Dive deeper by leveraging Voice of Customer (VOC) email surveys combined with individual conversations consisting of customized questions across key account organizations. Then look at internal and external factors that may influence account success through a SWOT analysis.
While getting to know your key customers and when updating your customer knowledge, be sure to ask questions that reveal how you can become a great long-term partner to them. This is important since everybody has their own preferred way of working with business partners. By making a point to ask, you set yourself up to meet their expectations.
Some prefer to initiate contact when they need assistance, where others want partners to maintain consistent contact with them. It’s also important to learn their preferred method of communication as well as what key performance indicators against which they want to measure success. After you ask a question of your key contacts, take the time to listen carefully to their responses, ask follow-up questions, and confirm understanding before advancing to the next question. Then, it’s time to take appropriate action.
Deliver on your promises
Now that you have all this customer knowledge, it’s time to Act by creating an action plan. This is where you set goals, objectives, tactics, and tasks to deliver on the commitments you’ve made to your key accounts. Breaking down each goal into actionable steps enables you and your team to deliver value by actually doing what has been promised. Plus, it makes it easier to stay focused while tracking your progress. This is critical to the overall key account relationship.

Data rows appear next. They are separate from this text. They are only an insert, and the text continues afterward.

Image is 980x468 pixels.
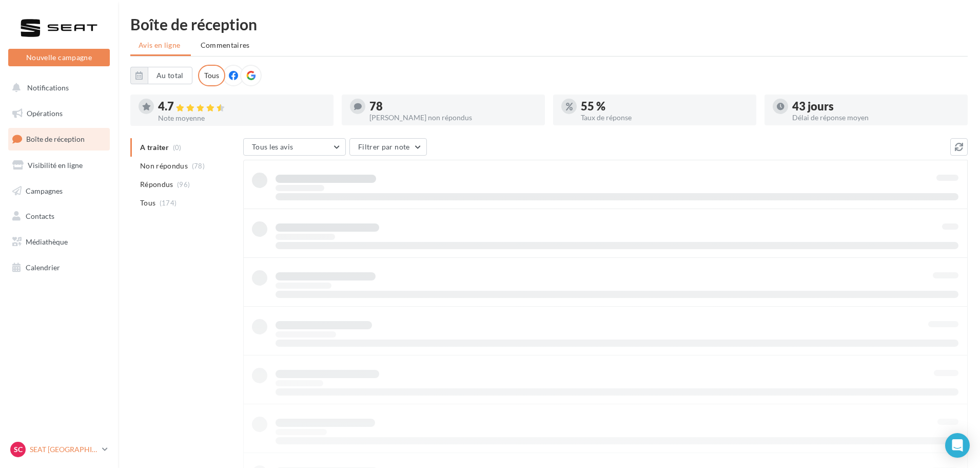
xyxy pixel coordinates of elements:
span: Notifications [27,83,69,92]
a: Contacts [6,205,112,227]
div: Tous [198,65,225,86]
button: Au total [130,67,192,84]
button: Notifications [6,77,108,99]
div: Note moyenne [158,115,325,122]
div: Open Intercom Messenger [946,433,970,458]
button: Au total [148,67,192,84]
div: [PERSON_NAME] non répondus [370,114,537,121]
p: SEAT [GEOGRAPHIC_DATA] [30,444,98,454]
a: SC SEAT [GEOGRAPHIC_DATA] [8,440,110,459]
span: Commentaires [200,41,250,49]
div: 78 [370,101,537,112]
span: Contacts [26,211,55,220]
a: Visibilité en ligne [6,155,112,176]
div: Taux de réponse [581,114,748,121]
span: (96) [177,180,190,188]
div: 4.7 [158,101,325,113]
span: (174) [159,199,177,207]
span: Boîte de réception [26,134,84,143]
span: Campagnes [26,186,63,194]
div: Boîte de réception [130,16,968,32]
a: Campagnes [6,180,112,202]
span: Médiathèque [26,237,67,246]
a: Boîte de réception [6,128,112,150]
a: Calendrier [6,257,112,278]
span: Non répondus [140,161,188,171]
div: Délai de réponse moyen [792,114,960,121]
a: Médiathèque [6,231,112,253]
div: 55 % [581,101,748,112]
span: Opérations [27,109,63,118]
span: Répondus [140,179,173,190]
div: 43 jours [792,101,960,112]
span: Tous [140,198,155,208]
span: SC [14,444,22,454]
span: (78) [192,162,205,170]
span: Calendrier [26,263,60,271]
button: Nouvelle campagne [8,49,110,66]
a: Opérations [6,103,112,124]
span: Visibilité en ligne [28,161,82,170]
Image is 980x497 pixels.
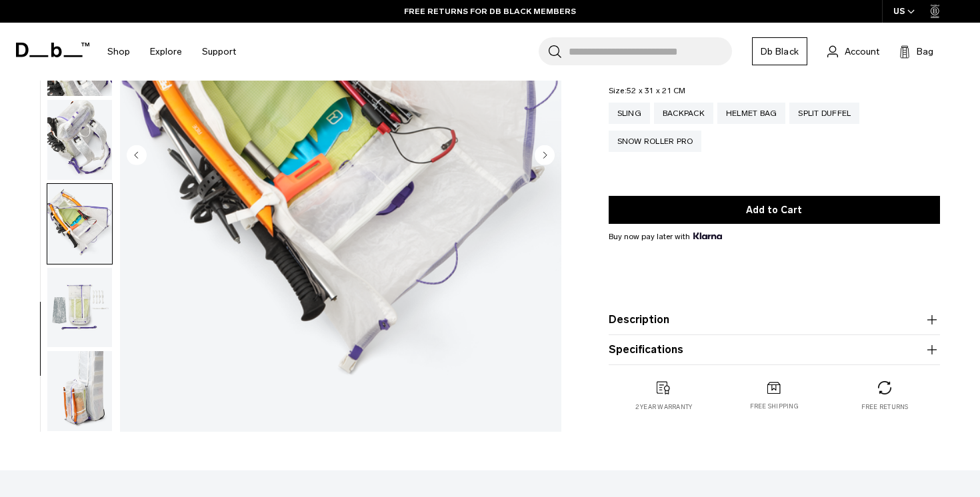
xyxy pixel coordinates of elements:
a: Helmet Bag [717,103,786,124]
button: Weigh_Lighter_Backpack_25L_13.png [47,99,112,181]
a: Db Black [752,37,807,65]
button: Weigh_Lighter_Backpack_25L_15.png [47,267,112,348]
p: 2 year warranty [635,403,692,412]
a: Explore [150,28,182,75]
legend: Size: [608,87,686,94]
button: Description [608,312,940,328]
a: Sling [608,103,650,124]
a: FREE RETURNS FOR DB BLACK MEMBERS [404,6,576,17]
span: Account [845,45,879,59]
a: Support [202,28,236,75]
button: Weigh_Lighter_Backpack_25L_14.png [47,183,112,265]
a: Shop [108,28,130,75]
a: Backpack [654,103,713,124]
p: Free shipping [750,403,799,412]
span: Buy now pay later with [608,230,722,243]
button: Next slide [534,145,554,168]
button: Previous slide [127,145,147,168]
a: Account [827,43,879,59]
button: Specifications [608,342,940,358]
a: Split Duffel [789,103,859,124]
img: Weigh_Lighter_Backpack_25L_16.png [48,351,112,431]
img: Weigh_Lighter_Backpack_25L_13.png [48,100,112,180]
img: Weigh_Lighter_Backpack_25L_14.png [48,184,112,264]
button: Add to Cart [608,196,940,224]
img: Weigh_Lighter_Backpack_25L_15.png [48,268,112,348]
button: Weigh_Lighter_Backpack_25L_16.png [47,350,112,432]
span: 52 x 31 x 21 CM [627,86,686,95]
img: {"height" => 20, "alt" => "Klarna"} [693,232,722,239]
nav: Main Navigation [97,23,246,81]
span: Bag [917,45,933,59]
button: Bag [899,43,933,59]
p: Free returns [861,403,908,412]
a: Snow Roller Pro [608,130,702,152]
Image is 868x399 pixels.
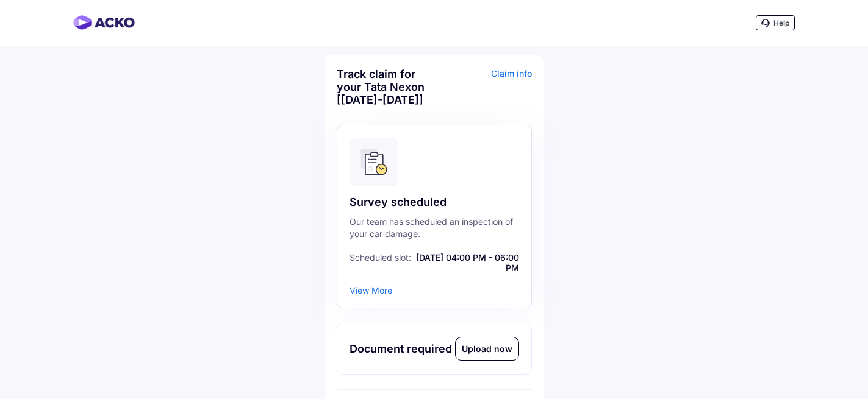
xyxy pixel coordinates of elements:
[350,253,411,273] span: Scheduled slot:
[350,342,452,357] div: Document required
[455,338,518,360] div: Upload now
[414,253,519,273] span: [DATE] 04:00 PM - 06:00 PM
[73,15,135,30] img: horizontal-gradient.png
[437,68,532,115] div: Claim info
[337,68,431,106] div: Track claim for your Tata Nexon [[DATE]-[DATE]]
[350,285,392,296] div: View More
[350,216,519,240] div: Our team has scheduled an inspection of your car damage.
[773,18,789,27] span: Help
[350,195,519,209] div: Survey scheduled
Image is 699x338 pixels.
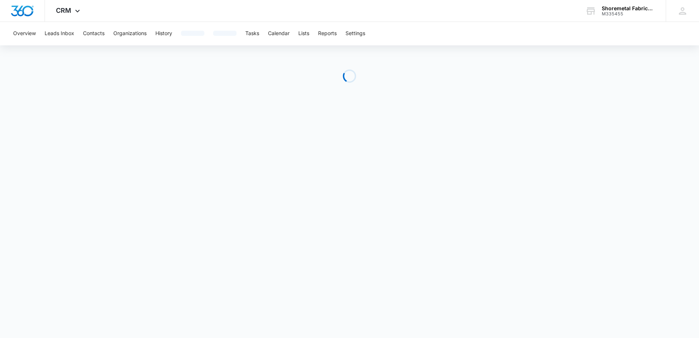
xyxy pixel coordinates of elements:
[318,22,337,45] button: Reports
[83,22,104,45] button: Contacts
[113,22,147,45] button: Organizations
[298,22,309,45] button: Lists
[601,5,655,11] div: account name
[155,22,172,45] button: History
[601,11,655,16] div: account id
[268,22,289,45] button: Calendar
[56,7,71,14] span: CRM
[13,22,36,45] button: Overview
[45,22,74,45] button: Leads Inbox
[345,22,365,45] button: Settings
[245,22,259,45] button: Tasks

Deliver value at every interaction
Make sure that you’re respectful of each contact’s time. Don’t schmooze. Instead, provide value in every interaction by showing them you understand their business and communicating clearly while offering insights, guidance, and new perspectives. This establishes you as a trusted partner delivering buteiness value and increasing customer retention. It also means your clients make you aware of changes and upcoming opportunities first. And they provide you with open, honest feedback quickly and continuously, enabling you to take timely steps to consistently improve customer experience.
Put your customer’s needs ahead of your own
As a Key Account Manager, you must always put your customer’s needs first. Doing so is a win-win where meeting or exceeding the goals and objectives of your key accounts means reaching your own company’s goals as well. Failing to remain focused on your customer’s goals ensures you fall short on both fronts.
Follow up on the value
It’s essential to establish specific goals and success metrics to Measure the success of your action plan by identifying which ones to use as you create each plan. Be sure to establish good baseline data at the beginning as you’re getting to know the customer. Doing so facilitates tracking your progress toward goal attainment. It makes it possible for you to quantify results when communicating internally. And allows you to clearly articulate to your clients the value you have provided. This can make all the difference when it comes to renewals by quantifying account success to stakeholders who think in terms of ROI.
In addition to clearly communicating valuable outcomes, be sure to ask customers if they received the results they were expecting and how you can improve. Always get feedback – this is essential to the future health of your accounts and enables you to keep your finger on their pulse at all times, addressing issues and making adjustments along the way.
Ask for references and advocacy
If they receive quantifiable value from you, ask your client to be a reference or to provide a testimonial. Then share these on social media. There’s no greater form of advertising than customer references, referrals, and testimonials. Make sure you take the time to ask for them once you’ve created this type of deep and trusting customer relationship.